At a sound, I look up to see the train. We’re a few hundred feet from the station, and it seems to be slowing down, but even as I think that, I remember stories about the early railroads.
About how many people died, hit by a train right near the station, because they couldn’t conceive of something that big moving at the speed it did.
That train is coming, and it cannot stop.
“Rose, get out of the—”
The conductor blows the whistle, clearly seeing the obstacle on the track. But Rose doesn’t hear it. Doesn’t hear me.
“Turns out Nellie was a decent little detective,” she continues.
“From those books she read. She’d been suspicious of Freddie, and so she asked to sit in on one of our sessions.
She figured out how he was doing it. Said she could demonstrate.
Said we could get him to do another one, and she’d unmask his trickery. ”
“Rose, you—”
“She wanted to help me. Like a good friend.” Rose’s eyes fill. “But all I saw was that she was trying to take something from me. Take Freddie. Take my gift. I thought she was jealous, and I would not let her get away with it.”
The train blows its whistle, and it’s there, coming slow but relentless, the stink of it filling the air.
“Rose—”
“I thanked her and said yes, I wanted her help, and in return, I could help her. I said I thought I knew what happened with Mary, and I needed to try something. If she would lie in the water, the way they found Mary, I could…”

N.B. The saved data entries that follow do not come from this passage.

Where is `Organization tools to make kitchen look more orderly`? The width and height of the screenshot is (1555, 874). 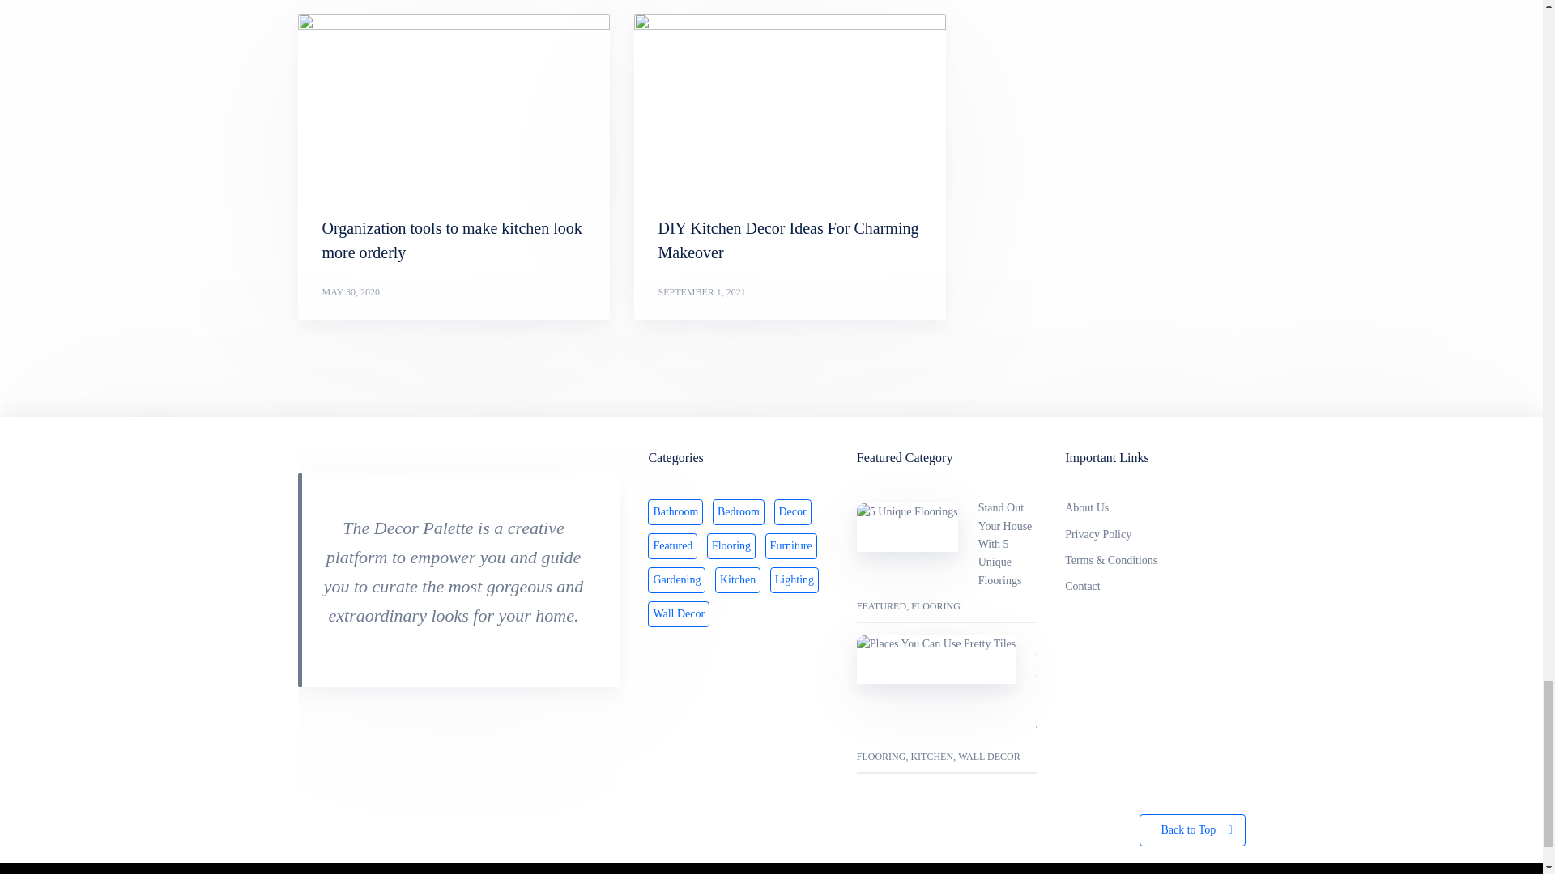
Organization tools to make kitchen look more orderly is located at coordinates (452, 240).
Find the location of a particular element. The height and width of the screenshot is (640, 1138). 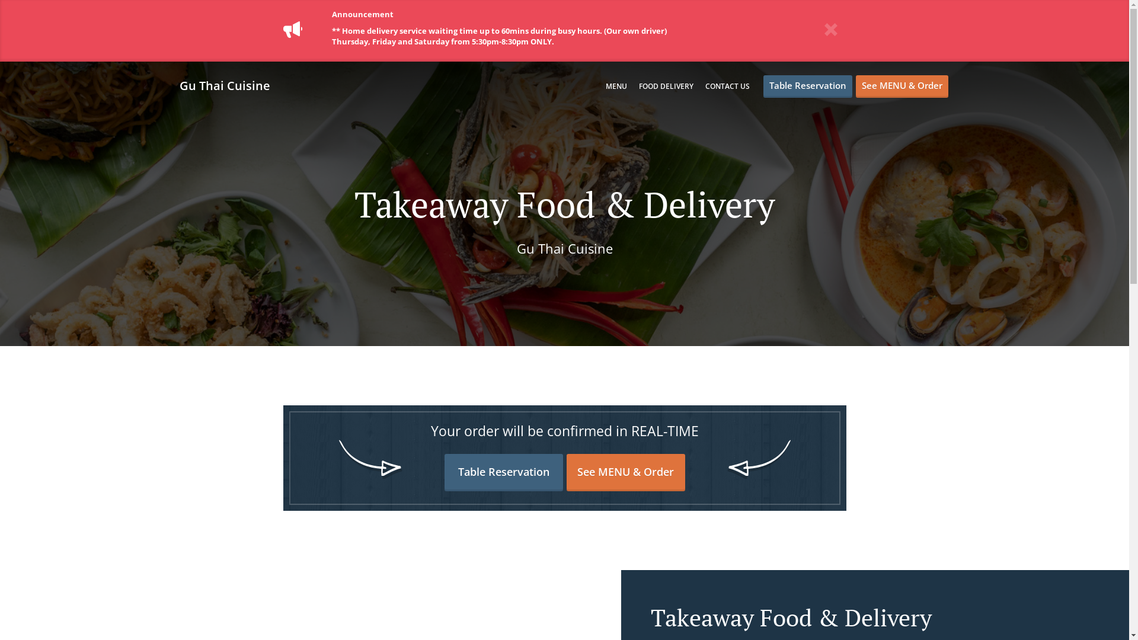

She trails off. We both know what happened then. She held Nellie down until she drowned.
I say, “And then, at the séance, you pretended to be her ghost, asking for Dr. Gray.”
She stares. “Why would I do that? It was Nellie. She came back to—”
The roar of the oncoming train drowns out her next words. Freddie starts to struggle, as if returned to his senses, hearing the train and feeling the vibration, knowing it’s right there, bearing down.
I cover the last few feet, waving my arms, shouting to be heard over the train. Freddie’s mouth opens in a scream. And Rose? Rose meets my gaze and smiles.
She does hear that train. She knows it’s right there. And she doesn’t care.
I grab Rose. Yank her backward and hope she drags Freddie with her. Instead, she drops Freddie and lunges at me. Her fists hit my stomach, the air whooshing out, my feet flying out from under me. I’m falling. Falling toward the tracks, the train right there—
Hands grab me. I’m heaved into the air and spun away from the tracks. I hit the ground, a weight dropping on me, covering me, the smell so familiar my insides spasm in relief and joy.
Gray holds me down, his body over me as the train rushes past with a gust that steals my breath.
The roar of it swallows any other sound and I just lie there, clutching Gray, my head buried against his shoulder as I catch my breath.
Then hands clutch my face, pulling it from his shoulder, his panicked eyes locking with mine.
“Fine,” I manage. “I’m fine. I’m still me. Still Mallory. I just … cut that one a little close.”
He lets out a choked laugh and crushes me against him.